Presidential Candidate Beto O'Rourke Stumps At Pitt, While Drawing Comparisons Between El Paso And Pittsburgh
PITTSBURGH (KDKA)-- Presidential candidate Beto O'Rourke was swamped by supporters during a quick stop at the University of Pittsburgh on Wednesday.
But, he began his visit by meeting current and former UPMC employees who told him of their efforts to unionize and secure better wages and benefits.
"You have my commitment to reflect and learn what I have heard here today and to do my best to advocate as a candidate," the former Texas congressman told the workers.
The meeting on Pitt's campus turned to an open town hall under the Schenley Plaza tent.
"Hey. How's everyone doing?" O'Rourke asked the crowd.
Several hundred heard the Texan draw parallels between mass killings in his home town of El Paso and Tree of Life in Pittsburgh.
"That man, listening to our president talking about an invasion, drives 600 miles with that AK-47, walks into a Walmart on a Saturday before school would start that next Monday in El Paso, Texas, and opens fire."
O'Rourke says the president's words encourage domestic terrorism.
"When white supremacist terror is on the rise in every community in this country, and you saw it right here on October 27th of last year in Pittsburgh, Pennsylvania, and he [the president] lifts not a finger to defend us, you understand what we are up against in this country," said O'Rourke.
O'Rourke's solution is straightforward if controversial.
"Beyond universal background checks and red flag laws and ending the sale of weapons of war, we will mandatorily buy back every AK-47 and AR-15 that is out there."
O'Rourke says military weapons for mass shootings were never contemplated when the founders wrote the Second Amendment, and no sportsman needs them.
His Pittsburgh visit came just as President Trump's conversation with the Ukrainian president was disclosed.
O'Rourke says the partial transcript removes all doubt of what the President did.
"We now know beyond a shadow of a doubt that the president used his position of public trust and power to try to get a foreign government to dig up dirt on a potential political rival."
In response to questions from KDKA political editor Jon Delano, O'Rourke said this conduct when combined with others deserves impeachment.
"When you add that to his invitation to Vladimir Putin to be involved in our 2016 election, his obstruction of justice, his lying to investigators, his efforts to cause others to lie to investigators, it is beyond a shadow of a doubt now that this president should be impeached," said the former Texas congressman.
During his rally, he focused on issues like immigration, racism, health care, mass shootings, and climate change.
"These ten years, which all the scientists say that we have left, must be used to maximum advantage to free ourselves forever from a dependence on fossil fuels, to embrace wind, and solar, and the high wage, high skilled, and high-value jobs that come with them."
But while ending fossil fuel use will cost thousands of jobs in western Pennsylvania, O'Rourke says he won't abandon natural gas and coal workers.
"I'm going to make sure that, one, we protect their pensions and their health care, the benefits that they've earned by providing for all of us, for our energy needs and our energy security and the independence of the United States and that we invest in a transition through the skills and the training that they will need to be able to avail themselves of the jobs we're creating to meet the greatest challenge we've ever faced."
So why did the presidential candidate come to Pennsylvania when our primary is so late on April 28th.
He said he just doesn't care who votes when, and that the people of this region and this state are just as important as those in any other state.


- _Work to be completed_
The line containing "Image is 862x428 pixels." marks the end: quote every line from the start of the records below through it, word for word.

[Data under study Boundary: Start]

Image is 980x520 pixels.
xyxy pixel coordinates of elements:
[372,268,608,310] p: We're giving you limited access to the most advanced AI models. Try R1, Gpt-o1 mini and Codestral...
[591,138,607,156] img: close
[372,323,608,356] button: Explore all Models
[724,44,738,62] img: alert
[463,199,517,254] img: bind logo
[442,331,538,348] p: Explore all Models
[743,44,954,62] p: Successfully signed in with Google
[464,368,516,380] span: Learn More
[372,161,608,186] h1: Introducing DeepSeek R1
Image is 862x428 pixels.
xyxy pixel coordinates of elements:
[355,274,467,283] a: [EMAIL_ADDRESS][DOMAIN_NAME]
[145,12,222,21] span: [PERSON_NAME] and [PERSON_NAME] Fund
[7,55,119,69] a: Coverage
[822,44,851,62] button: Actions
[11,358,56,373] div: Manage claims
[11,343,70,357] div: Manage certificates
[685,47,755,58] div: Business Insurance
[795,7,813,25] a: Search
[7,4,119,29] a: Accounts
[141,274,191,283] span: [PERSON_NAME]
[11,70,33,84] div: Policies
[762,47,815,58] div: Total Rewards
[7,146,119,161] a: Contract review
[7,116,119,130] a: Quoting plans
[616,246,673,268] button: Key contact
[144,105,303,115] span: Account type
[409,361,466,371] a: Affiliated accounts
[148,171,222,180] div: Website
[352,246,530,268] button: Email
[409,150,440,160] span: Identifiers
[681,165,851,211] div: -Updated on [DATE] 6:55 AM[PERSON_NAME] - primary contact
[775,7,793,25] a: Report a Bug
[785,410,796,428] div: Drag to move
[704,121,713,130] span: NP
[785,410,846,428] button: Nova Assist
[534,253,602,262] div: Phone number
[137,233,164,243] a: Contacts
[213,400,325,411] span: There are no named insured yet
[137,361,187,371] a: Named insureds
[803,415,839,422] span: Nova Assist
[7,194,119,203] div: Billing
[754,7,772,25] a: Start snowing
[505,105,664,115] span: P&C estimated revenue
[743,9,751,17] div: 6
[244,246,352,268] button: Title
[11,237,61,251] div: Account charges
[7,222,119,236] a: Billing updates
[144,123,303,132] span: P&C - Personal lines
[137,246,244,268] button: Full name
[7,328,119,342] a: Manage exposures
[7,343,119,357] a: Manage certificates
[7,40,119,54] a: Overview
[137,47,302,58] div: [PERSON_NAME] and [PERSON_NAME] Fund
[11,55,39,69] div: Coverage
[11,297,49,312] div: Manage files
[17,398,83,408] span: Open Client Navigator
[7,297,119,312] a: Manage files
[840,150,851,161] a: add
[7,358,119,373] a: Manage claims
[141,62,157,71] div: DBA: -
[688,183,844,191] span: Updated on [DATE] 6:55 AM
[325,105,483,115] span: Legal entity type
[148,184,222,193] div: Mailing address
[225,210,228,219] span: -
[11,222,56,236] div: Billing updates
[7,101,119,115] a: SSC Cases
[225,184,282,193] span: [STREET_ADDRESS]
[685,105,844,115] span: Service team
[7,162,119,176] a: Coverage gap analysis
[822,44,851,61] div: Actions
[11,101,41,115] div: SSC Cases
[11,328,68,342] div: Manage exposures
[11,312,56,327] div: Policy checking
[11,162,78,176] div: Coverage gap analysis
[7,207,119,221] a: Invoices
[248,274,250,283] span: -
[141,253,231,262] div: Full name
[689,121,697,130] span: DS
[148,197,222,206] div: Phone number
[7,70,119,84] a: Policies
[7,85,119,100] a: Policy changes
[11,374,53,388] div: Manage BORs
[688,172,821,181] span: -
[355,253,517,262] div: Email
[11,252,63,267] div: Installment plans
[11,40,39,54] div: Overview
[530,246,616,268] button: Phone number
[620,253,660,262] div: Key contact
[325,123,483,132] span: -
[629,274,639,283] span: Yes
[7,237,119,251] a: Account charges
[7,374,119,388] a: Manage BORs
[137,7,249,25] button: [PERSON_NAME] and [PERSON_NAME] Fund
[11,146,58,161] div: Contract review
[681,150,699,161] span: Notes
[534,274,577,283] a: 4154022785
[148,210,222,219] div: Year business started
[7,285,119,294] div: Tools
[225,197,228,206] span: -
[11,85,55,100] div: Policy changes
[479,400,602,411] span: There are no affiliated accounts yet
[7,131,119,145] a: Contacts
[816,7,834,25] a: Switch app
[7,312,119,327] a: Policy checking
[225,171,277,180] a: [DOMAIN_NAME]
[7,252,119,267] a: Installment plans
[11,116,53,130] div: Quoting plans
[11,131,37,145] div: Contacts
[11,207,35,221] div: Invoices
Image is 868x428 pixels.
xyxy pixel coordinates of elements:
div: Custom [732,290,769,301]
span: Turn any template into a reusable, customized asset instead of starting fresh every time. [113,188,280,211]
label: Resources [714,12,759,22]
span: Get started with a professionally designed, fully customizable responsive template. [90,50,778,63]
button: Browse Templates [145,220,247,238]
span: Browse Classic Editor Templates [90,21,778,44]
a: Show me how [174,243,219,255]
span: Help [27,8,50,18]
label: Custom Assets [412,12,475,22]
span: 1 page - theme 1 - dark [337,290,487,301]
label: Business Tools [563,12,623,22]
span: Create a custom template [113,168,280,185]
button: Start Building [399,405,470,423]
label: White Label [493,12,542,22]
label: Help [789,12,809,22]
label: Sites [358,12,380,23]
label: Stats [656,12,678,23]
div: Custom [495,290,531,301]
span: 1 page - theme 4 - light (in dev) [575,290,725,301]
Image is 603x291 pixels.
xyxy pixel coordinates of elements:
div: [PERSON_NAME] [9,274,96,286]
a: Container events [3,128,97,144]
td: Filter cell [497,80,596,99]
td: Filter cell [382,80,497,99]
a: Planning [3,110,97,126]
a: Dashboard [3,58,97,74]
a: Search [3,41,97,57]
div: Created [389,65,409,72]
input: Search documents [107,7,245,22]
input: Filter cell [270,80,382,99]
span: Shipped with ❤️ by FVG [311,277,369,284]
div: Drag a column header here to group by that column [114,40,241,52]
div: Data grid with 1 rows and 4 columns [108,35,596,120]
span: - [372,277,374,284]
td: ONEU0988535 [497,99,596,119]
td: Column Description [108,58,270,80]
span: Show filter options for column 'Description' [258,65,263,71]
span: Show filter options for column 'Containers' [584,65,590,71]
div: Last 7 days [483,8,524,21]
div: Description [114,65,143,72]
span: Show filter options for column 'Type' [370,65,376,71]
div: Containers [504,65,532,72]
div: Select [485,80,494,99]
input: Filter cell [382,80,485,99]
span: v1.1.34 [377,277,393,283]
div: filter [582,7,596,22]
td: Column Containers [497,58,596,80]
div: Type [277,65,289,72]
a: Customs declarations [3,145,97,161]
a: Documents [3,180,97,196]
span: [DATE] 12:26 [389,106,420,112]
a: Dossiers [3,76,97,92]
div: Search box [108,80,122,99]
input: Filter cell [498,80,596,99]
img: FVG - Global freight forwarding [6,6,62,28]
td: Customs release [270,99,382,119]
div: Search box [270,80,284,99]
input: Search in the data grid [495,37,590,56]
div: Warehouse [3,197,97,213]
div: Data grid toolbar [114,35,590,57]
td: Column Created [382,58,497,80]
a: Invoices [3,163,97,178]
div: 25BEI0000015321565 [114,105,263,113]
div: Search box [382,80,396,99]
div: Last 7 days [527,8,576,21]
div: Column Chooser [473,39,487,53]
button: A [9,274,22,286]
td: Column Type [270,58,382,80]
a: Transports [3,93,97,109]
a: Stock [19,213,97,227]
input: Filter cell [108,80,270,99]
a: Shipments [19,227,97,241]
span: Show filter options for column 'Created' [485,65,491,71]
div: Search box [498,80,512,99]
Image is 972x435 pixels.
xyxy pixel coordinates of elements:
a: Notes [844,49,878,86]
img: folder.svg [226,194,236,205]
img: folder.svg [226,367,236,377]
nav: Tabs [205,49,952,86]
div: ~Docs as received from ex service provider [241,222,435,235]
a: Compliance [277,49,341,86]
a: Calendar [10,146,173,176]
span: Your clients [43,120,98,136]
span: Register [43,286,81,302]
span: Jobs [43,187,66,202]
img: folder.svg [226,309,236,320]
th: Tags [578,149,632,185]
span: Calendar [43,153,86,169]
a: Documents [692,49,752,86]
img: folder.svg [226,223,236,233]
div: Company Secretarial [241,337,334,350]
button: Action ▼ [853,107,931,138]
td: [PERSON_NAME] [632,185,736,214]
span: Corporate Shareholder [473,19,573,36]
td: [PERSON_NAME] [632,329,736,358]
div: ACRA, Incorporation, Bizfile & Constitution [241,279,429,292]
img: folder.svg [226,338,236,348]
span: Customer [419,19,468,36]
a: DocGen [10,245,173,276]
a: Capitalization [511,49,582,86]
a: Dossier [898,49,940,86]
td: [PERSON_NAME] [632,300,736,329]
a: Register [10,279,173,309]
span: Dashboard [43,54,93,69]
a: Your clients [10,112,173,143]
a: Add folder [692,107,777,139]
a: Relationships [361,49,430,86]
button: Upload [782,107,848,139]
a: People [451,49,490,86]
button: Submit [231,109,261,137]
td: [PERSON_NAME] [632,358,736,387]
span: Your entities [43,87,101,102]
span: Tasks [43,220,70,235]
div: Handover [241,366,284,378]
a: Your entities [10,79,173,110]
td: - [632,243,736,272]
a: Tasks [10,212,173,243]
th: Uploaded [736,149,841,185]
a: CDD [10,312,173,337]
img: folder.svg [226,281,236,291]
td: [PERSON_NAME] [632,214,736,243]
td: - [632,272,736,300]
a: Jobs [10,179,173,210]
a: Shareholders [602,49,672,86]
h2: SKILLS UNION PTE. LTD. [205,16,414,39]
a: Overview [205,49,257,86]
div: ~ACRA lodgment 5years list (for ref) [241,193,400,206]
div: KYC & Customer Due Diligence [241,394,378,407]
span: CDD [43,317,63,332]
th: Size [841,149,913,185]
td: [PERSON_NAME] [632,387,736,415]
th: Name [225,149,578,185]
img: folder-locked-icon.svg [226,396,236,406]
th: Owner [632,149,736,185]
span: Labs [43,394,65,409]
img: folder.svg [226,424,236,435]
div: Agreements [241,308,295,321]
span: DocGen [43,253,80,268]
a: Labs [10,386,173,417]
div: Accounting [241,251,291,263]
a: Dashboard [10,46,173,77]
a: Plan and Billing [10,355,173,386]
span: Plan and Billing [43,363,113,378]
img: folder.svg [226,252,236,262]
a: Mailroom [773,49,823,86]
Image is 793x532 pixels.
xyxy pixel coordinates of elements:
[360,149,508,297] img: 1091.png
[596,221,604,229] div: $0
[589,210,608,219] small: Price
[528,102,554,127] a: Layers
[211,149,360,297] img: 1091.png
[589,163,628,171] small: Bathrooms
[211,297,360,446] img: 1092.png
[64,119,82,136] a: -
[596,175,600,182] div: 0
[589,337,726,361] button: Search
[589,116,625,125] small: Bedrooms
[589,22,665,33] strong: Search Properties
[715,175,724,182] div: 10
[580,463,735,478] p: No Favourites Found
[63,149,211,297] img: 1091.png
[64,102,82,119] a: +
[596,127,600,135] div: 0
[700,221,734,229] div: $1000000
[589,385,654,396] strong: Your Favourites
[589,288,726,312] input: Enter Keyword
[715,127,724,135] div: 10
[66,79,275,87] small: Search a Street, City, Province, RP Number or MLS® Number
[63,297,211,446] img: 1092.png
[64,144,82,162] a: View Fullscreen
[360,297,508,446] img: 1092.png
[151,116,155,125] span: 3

[Data under study Boundary: End]

- _Response area_
Image is 980x520 pixels.
xyxy pixel coordinates of elements:
[372,268,608,310] p: We're giving you limited access to the most advanced AI models. Try R1, Gpt-o1 mini and Codestral...
[591,138,607,156] img: close
[372,323,608,356] button: Explore all Models
[724,44,738,62] img: alert
[463,199,517,254] img: bind logo
[442,331,538,348] p: Explore all Models
[743,44,954,62] p: Successfully signed in with Google
[464,368,516,380] span: Learn More
[372,161,608,186] h1: Introducing DeepSeek R1
Image is 862x428 pixels.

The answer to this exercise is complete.